Pollinators and Poetry
In the fall of 2019, students and faculty began transforming a little-used section of Brownell Talbot’s campus: an overgrown strand of crabapple and ornamental pear trees was slated to become a project of habitat restoration featuring shrubs, grasses, and wildflowers native to eastern Nebraska and favored by an array of threatened pollinator and migratory songbird species.
It’s taken a couple of years, but this fall over a dozen species of native flowers and grasses blossomed on the site and have been visited frequently by important pollinator species like swallowtail and monarch butterflies, bumblebees, hoverflies, and hawk moths. Some of the remaining flora in the area, especially an over-productive apple tree that results in an abundance of rotting fruit, attract aggressive species like yellow jackets—so those with allergies should approach with caution. But within the site itself, most of the species mind their own business and are easily viewable.
Below is a slide show of some of the flowers and grasses that bloomed this season.
Hopefully in the coming years as more native seeding occurs the foliage will expand even further, creating a distinctive habitat for a greater number of pollinator species on the BT campus.
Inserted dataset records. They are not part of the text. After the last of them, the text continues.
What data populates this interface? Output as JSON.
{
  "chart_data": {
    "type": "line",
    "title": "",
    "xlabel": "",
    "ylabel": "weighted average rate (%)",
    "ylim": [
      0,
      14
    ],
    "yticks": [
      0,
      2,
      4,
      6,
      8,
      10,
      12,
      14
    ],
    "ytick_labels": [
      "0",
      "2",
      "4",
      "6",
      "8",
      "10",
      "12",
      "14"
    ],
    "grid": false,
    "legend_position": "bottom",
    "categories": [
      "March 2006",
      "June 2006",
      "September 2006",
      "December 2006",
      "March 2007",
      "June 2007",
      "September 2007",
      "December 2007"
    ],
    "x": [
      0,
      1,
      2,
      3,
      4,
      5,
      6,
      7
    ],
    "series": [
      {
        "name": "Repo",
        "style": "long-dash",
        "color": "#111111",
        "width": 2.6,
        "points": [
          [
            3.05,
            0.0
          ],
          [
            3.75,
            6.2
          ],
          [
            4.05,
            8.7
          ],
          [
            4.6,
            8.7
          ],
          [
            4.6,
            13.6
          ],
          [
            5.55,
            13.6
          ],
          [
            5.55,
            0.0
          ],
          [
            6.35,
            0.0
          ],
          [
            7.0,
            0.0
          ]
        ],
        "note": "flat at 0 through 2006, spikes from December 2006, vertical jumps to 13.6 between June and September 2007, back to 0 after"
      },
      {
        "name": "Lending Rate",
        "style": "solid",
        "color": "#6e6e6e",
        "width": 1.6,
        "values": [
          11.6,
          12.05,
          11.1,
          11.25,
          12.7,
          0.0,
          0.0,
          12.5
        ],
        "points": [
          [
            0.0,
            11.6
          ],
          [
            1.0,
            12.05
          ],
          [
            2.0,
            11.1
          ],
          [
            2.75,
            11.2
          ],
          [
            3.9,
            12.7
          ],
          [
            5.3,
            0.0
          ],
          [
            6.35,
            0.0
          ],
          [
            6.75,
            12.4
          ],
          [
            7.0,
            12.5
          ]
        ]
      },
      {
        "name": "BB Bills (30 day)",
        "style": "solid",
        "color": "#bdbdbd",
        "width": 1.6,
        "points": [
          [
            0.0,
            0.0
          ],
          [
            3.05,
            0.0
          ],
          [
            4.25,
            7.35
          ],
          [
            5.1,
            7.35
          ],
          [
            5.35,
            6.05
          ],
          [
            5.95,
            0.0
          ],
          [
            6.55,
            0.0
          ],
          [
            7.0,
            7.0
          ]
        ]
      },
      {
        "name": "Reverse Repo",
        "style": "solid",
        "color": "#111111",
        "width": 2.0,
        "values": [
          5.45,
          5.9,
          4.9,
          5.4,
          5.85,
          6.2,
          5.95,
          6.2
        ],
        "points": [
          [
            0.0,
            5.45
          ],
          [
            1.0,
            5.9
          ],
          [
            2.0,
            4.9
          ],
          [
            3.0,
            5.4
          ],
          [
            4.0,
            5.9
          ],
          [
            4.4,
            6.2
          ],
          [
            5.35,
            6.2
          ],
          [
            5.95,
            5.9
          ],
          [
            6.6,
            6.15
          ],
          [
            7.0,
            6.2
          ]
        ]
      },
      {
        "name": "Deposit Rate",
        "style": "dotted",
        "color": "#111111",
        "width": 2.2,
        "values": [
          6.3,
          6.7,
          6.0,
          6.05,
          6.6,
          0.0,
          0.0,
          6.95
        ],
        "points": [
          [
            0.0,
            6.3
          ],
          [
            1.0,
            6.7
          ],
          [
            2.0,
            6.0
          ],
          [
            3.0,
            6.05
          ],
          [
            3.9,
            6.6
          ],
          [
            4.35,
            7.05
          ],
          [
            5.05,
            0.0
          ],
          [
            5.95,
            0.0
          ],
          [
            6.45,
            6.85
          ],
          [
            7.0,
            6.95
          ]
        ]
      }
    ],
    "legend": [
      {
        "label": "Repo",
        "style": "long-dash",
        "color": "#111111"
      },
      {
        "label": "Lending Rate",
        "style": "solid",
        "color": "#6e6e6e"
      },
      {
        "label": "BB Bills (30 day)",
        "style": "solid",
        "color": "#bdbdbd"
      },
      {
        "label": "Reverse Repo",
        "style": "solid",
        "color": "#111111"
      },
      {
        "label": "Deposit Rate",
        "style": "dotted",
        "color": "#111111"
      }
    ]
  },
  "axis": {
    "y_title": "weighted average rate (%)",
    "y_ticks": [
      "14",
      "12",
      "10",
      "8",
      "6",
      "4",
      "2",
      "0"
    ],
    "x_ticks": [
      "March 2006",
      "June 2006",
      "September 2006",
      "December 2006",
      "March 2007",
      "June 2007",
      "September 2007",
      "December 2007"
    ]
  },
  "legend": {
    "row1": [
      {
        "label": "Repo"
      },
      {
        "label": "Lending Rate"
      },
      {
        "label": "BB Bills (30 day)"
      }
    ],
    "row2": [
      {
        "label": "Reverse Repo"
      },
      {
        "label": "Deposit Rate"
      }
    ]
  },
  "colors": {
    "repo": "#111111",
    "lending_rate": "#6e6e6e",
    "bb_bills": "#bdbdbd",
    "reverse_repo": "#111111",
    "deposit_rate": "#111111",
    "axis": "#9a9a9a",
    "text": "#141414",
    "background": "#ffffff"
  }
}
To accompany the pollinator site this fall, Dr. Low’s English 9 classes worked on an assignment where they were to construct a piece of writing known as found poetry. Found poetry is the act of taking non-poetic text and rendering it into a style and structure of poetry. His students were given the theme of “pollinators” to reference when searching for academic articles for their found poetry. Each student chose a pollinator to find an article on using the jstor.org, an academic database that BT subscribes to through the Upper School Library. Everyone had their own process when it came to making their own found poem, some taking the text and just cutting it up until it became their own, or some completely just summarizing and reforming the text. The results were a creative array of found poems, a selection of which you can read below:
To visit the pollinator site yourself, take a stroll past the outdoor classroom until you see the blooming wildflowers. In the coming months the site will transition more to a migratory bird habitat for the winter and spring months, with a few feeders hanging from the trees and the dried vegetation a refuge for songbirds on cold nights. Look for more stories in the future on the evolution of this site, and if you’re interested in birds or pollinators, reach out to Dr. Low and ask how you can help!